▶ **Task description**
Nothing should appear in the answer except the lines below from the line containing "is (538, 392)." through the line containing "Identify the location of legend-scale-label: 97.", copied exactly, with pictures left out.
[Start of Attachment]
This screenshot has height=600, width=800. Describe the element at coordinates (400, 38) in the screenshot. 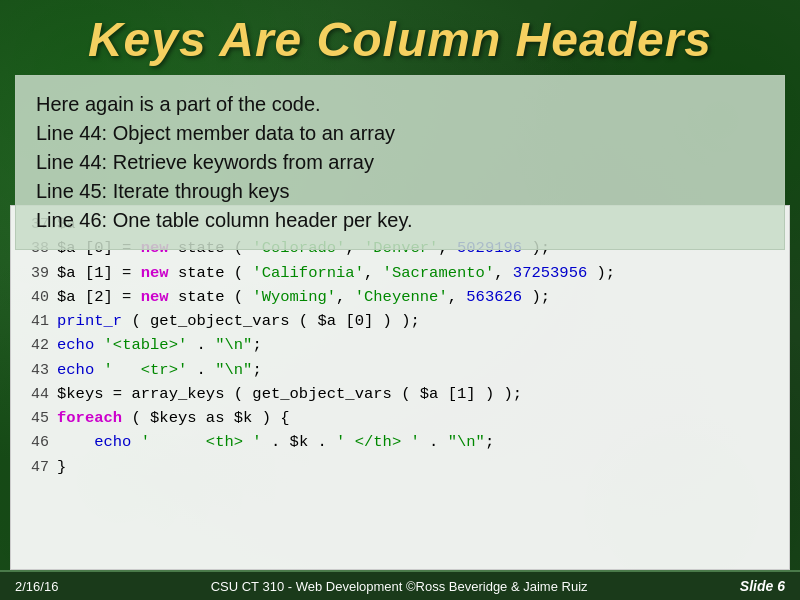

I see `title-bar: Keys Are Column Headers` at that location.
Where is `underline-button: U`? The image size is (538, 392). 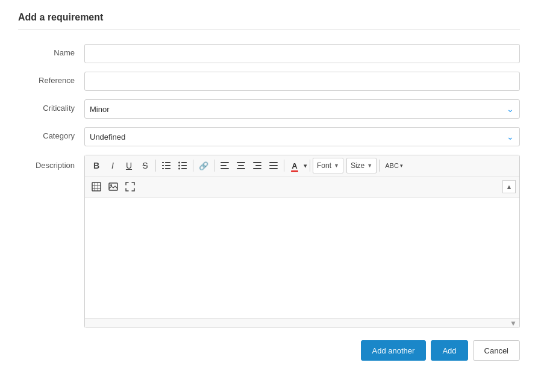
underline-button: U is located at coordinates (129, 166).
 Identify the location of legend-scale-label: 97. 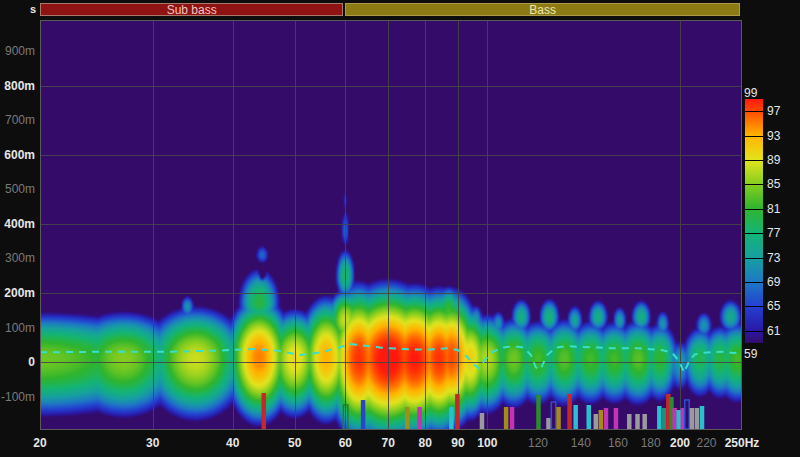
[End of Attachment]
[Start of Attachment]
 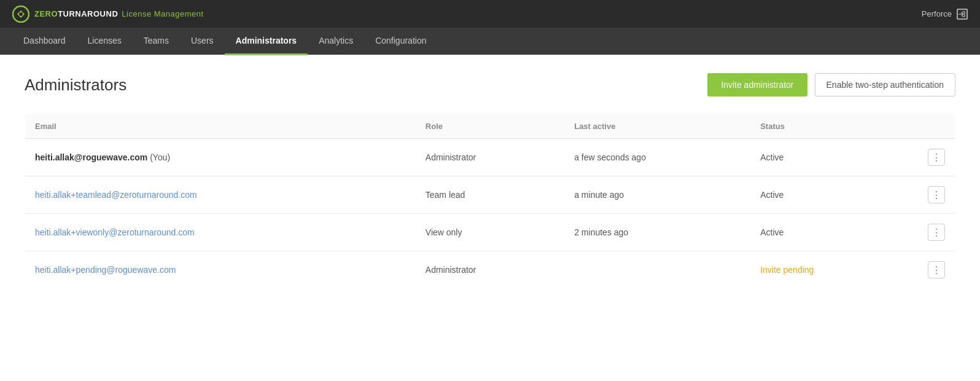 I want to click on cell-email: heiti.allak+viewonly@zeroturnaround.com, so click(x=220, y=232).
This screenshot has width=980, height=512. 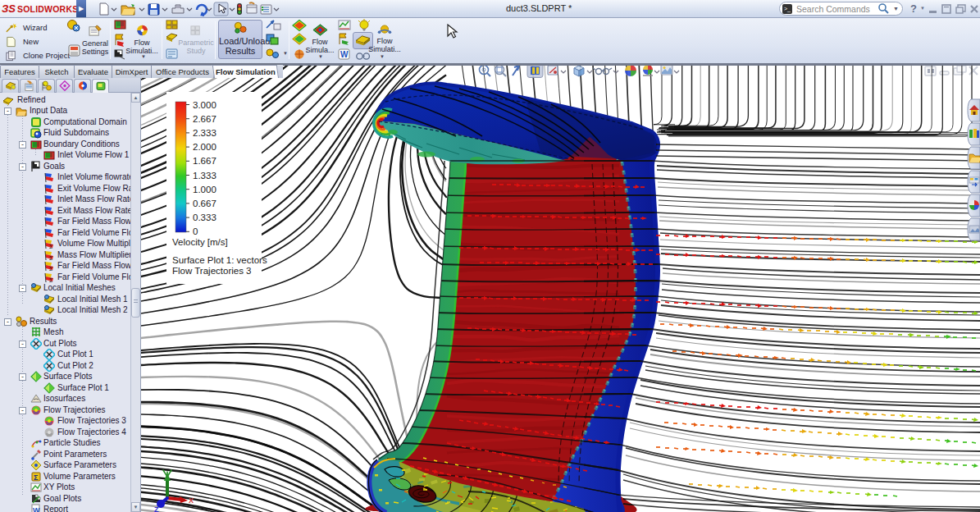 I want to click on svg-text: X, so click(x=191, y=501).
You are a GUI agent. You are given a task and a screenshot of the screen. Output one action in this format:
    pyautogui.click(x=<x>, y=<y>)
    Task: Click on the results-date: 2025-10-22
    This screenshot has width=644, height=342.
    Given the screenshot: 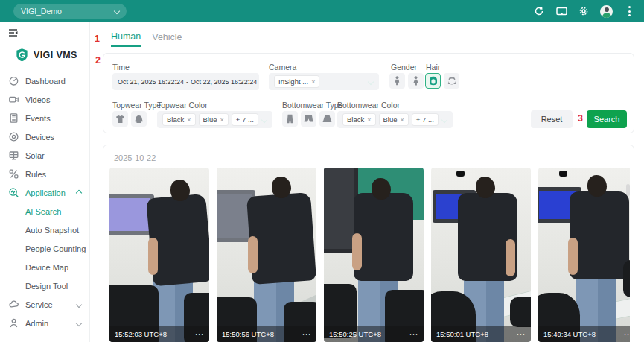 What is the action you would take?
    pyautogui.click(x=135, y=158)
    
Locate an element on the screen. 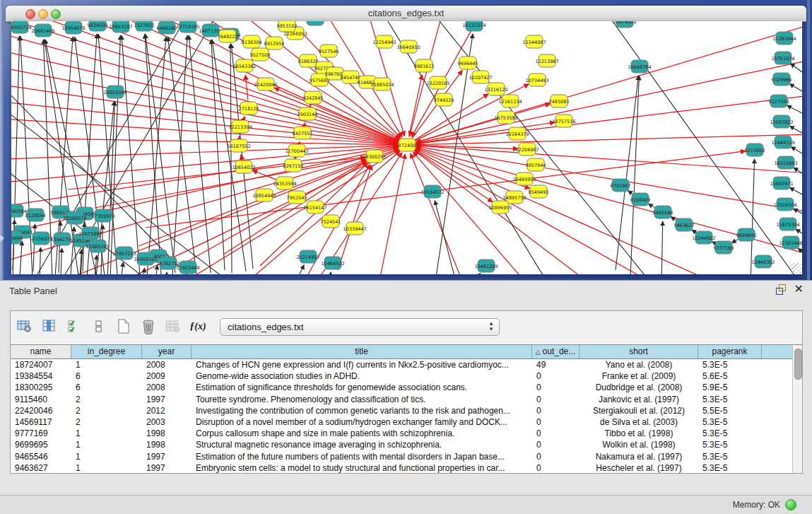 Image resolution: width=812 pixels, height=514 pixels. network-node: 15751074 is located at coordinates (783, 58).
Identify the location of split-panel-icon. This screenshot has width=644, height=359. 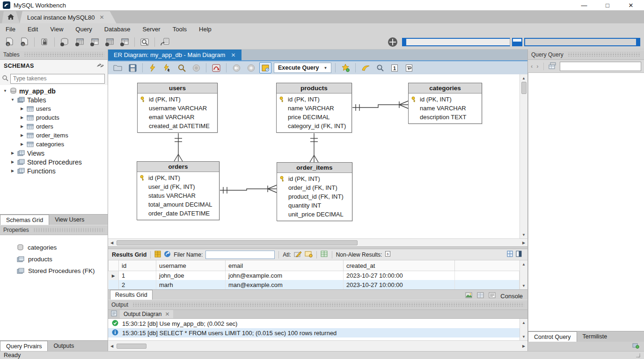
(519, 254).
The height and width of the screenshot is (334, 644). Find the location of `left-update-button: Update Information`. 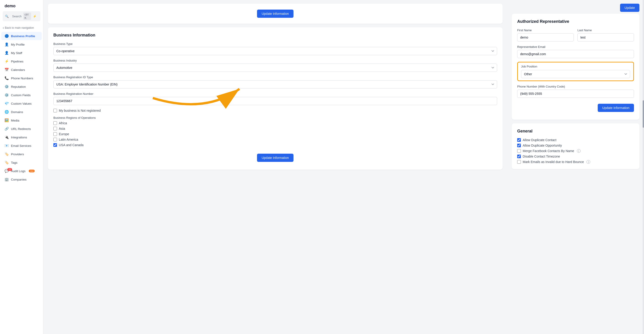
[End of Attachment]
▶ **Result for this task**
Where is `underline-button: U`? The image size is (538, 392). 
underline-button: U is located at coordinates (129, 166).
 Identify the location of legend-scale-label: 97. 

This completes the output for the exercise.